Only one event at the seminal 21CMposium at DePauw University (see my last post) was in standard conference format — a panel discussion.
That was deliberate, and was one reason the symposium was so pwerful. It presented conclusions, inspirations, action points. Rather than pondering big questions and not finding any answers.
But that one panel…
…was in a quiet way sensational. When Sarah Robinson (see my post) gave her presentation — about how she’d made a joyful career they didn’t prepare her for when she was a student — she was wearing hightops. Here I am, this is me.
The panel, by constrast, offers what seemed to be the suits. Current and former conservatory heads, asking “Is there still room for curiosity in music training?”
But they didn’t talk like suits, and so in a way this was the most subversive moment of the conference. If you ask Mike Block (last post) to talk, you know he won’t preach the conservatory gospel.
And on the panel, Tayloe Harding, Dean of the University of South Carolina School of Music, is known as an apostle of change.
But how about David Myers…
…former Director of the University of Minnesota School of Music? A new name to me. Here’s some of what he said (from my notes; apologies to Myers and to the others if I got any of what they said wrong):
I learned that black students make a distinction between music you study in school vs real music.
What we are escaping is not classical music, but the trappings and conventions of it.
We must be listening to people from other music traditions, on an equal basis with classical music. Many students already do this, are already challenging the view that classical music is superior.
Performance shouldn’t be dependent on a conductor, but instead should flow from the performers’ own curiosity.
Classical music shouldn’t be s spectator sport, even with some of the current performance innovations Instead it should be process of cocreating music.
And here’s Mary Ellen Poole…
…Director of the Butler School of Music of the University of Texas.
We at conservatories haven’t talked about the way immersion in other [musical] languages can make us better at speaking our own.
She gave an example, from one of the conference workshops: How the vocal ensemble Roomful of Teeth learned to sing in nonwestern ways, by bringing in teachers from other musical cultures.
The faculty doesn’t believe how true these things are, until they hear then from the students.
The panel chair — Bernie Dobroski, former dean of the Bienen School of Music at Northwestern University — talked in the same vein, though I didn’t take notes. (Which regret! Apologies, Bernie.)
And here’s Tayloe:
Students need a personal definition of success. Our curricula aren’t designed to teach that. We set standards that define what kind of success is expected.. — for instance, the ability to identify an augmented sixth chord.
We have to help students discover what they do well, and what they want to do. We have to them find the world’s great need for what they do.
We have to inspire curiosity. We think curiosity is about things. But it’s about yourself. Not just about the curriculum. An action point: We have to find opportunities to help students be curious beyond what they learn at music school.
We have to nurture creativity. Encourage students to take bold personal choices and take risks. Encourage their imagination. Change recitals, juries, and private lessons to make them more creative.
Groups like Decoda, Roomful of Teeth, and Fifth House [all of which present classical music in new ways, and which all presented workshops at the conference] should be our models of success. We should make learning from such models the daily work of our students.
Powerful stuff. When leaders of established schools start talking this way, we’re heading toward a tipping point.
And about conference formats…
Early on, when the conference was being planned and I was invited to speak, I was told they didn’t want the standard format. Panels, panels, panels, no inspiration, nobody ready for action.
And they acted on that. I remember saying very early on that (in my view) the way to plan a conference — if you want it to inspire change — is to decide what you want to say, and invite speakers who’ll say it. Rather than have panels ponder many things that might be said.
I’d make that suggestion to anyone, but I don’t think I needed to say it to DePauw. They were thinking that way already.
Which is why they’re emerging as national leaders of classical music change.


When a line below contains the word "أوامر", it counts toward the total; give that total and nothing besides.

**Data records for software interfaces**
== == ==

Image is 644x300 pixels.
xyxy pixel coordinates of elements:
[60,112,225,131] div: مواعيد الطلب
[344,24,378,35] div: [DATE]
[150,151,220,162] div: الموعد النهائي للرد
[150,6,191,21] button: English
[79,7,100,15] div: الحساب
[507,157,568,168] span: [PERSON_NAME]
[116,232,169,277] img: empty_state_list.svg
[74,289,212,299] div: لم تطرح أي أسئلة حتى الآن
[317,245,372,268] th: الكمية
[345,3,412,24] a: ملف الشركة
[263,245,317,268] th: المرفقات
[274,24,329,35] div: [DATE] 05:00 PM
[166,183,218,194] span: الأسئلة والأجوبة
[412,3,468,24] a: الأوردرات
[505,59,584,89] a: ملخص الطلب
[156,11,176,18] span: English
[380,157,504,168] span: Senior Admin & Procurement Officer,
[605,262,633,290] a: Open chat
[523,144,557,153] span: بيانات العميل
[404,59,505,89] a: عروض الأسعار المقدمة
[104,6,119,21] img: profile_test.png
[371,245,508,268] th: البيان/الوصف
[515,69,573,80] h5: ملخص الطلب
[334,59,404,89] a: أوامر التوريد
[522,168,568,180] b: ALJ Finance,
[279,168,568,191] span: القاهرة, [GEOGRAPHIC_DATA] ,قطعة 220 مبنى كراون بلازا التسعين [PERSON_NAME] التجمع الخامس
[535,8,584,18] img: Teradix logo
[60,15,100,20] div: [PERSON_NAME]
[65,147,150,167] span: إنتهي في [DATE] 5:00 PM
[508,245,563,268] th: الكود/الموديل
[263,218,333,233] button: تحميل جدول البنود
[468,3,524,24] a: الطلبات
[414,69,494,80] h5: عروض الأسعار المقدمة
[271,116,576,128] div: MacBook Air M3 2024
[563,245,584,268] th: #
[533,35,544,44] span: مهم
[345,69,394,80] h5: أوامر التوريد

== == ==

**EXERCISE OUTPUT**
2